Nana Yaw Aidoo
The Bible is a very ancient book. Its earliest books were written about 3500 years ago. Most writings die a natural death after about 50 years. However, after more than three millennia, the Bible continues to exert its benevolent influence. This character of the Bible was spoken of by some of its writers. Take, for example, Isaiah. About 2700 years ago, he wrote,
The voice said, Cry. And he said, What shall I cry? All flesh is grass, and all the goodliness thereof is as the flower of the field: The grass withereth, the flower fadeth: because the spirit of the LORD bloweth upon it: surely the people is grass. The grass withereth, the flower fadeth: but the word of our God shall stand for ever (Isa. 40:6-8).
The prediction that God’s word shall stand forever tells us why, after all these years, the Bible is still here. You might ask, “Aren’t there books that have come down to us from the time of Moses?” There are. However, if those books received the kind of persecution, hatred, and concerted effort to wipe from the face of the earth that the Bible received, I am certain they wouldn’t have survived. For 1000s of years, men have tried their best to destroy the Bible and wipe it from the face of the earth, and yet the Bible somehow has managed to survive all these efforts. Not only has the Bible survived, there are more copies of the Bible today than any other extant ancient book.

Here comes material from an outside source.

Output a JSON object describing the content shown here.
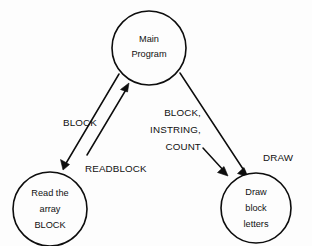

I want to call attention to one such attack by a Roman emperor named Diocletian. He was the emperor who ruled just before Constantine, ruling from A.D. 284-305. In A.D. 303 and 304, he passed four laws, which made Christianity illegal and sparked the most severe and widespread persecution of Christians in the Roman Empire. One of these laws ordered the destruction of all church buildings and Bibles and the loss of civil rights for all Christians.
To put this into context, this was a man who was ruling the world and thus had at his disposal all the power to mete out the worst of punishments to any who disobeyed his edicts. Little wonder, then, that in A.D. 304 he inscribed these words at his palace: “The Christian religion is destroyed, and the worship of the gods restored.” O, bless his heart. Arthur Pink was right to wonder,
…what the emperor would think if he returned to this earth today and found that more had been written about the Bible than about any other thousand books put together, and that the Bible which enshrines the Christian faith is now translated into more than four hundred languages and is being sent out to every part of the earth (42)!
Friends, no other book in the history of the world has been singled out for this kind of persecution. The Bible was seemingly overthrown in Diocletian’s day, yet it “arose from the dead” and came back even stronger. Diocletian is dead and has been for about 1700 years. Today, he is virtually unknown beyond the walls of university history classes. Yet, the Bible is the most popular, the most read, the most owned, and the most purchased book in the history of books. The Bible’s survival is as Arthur Pink noted, “the most startling miracle connected with it” (42). This must only mean one thing. Isaiah spoke the truth when he declared, “The word of our God shall stand forever.”
Work Cited
Pink, Arthur W. The Divine Inspiration of the Bible. Bible Truth Depot, 1917.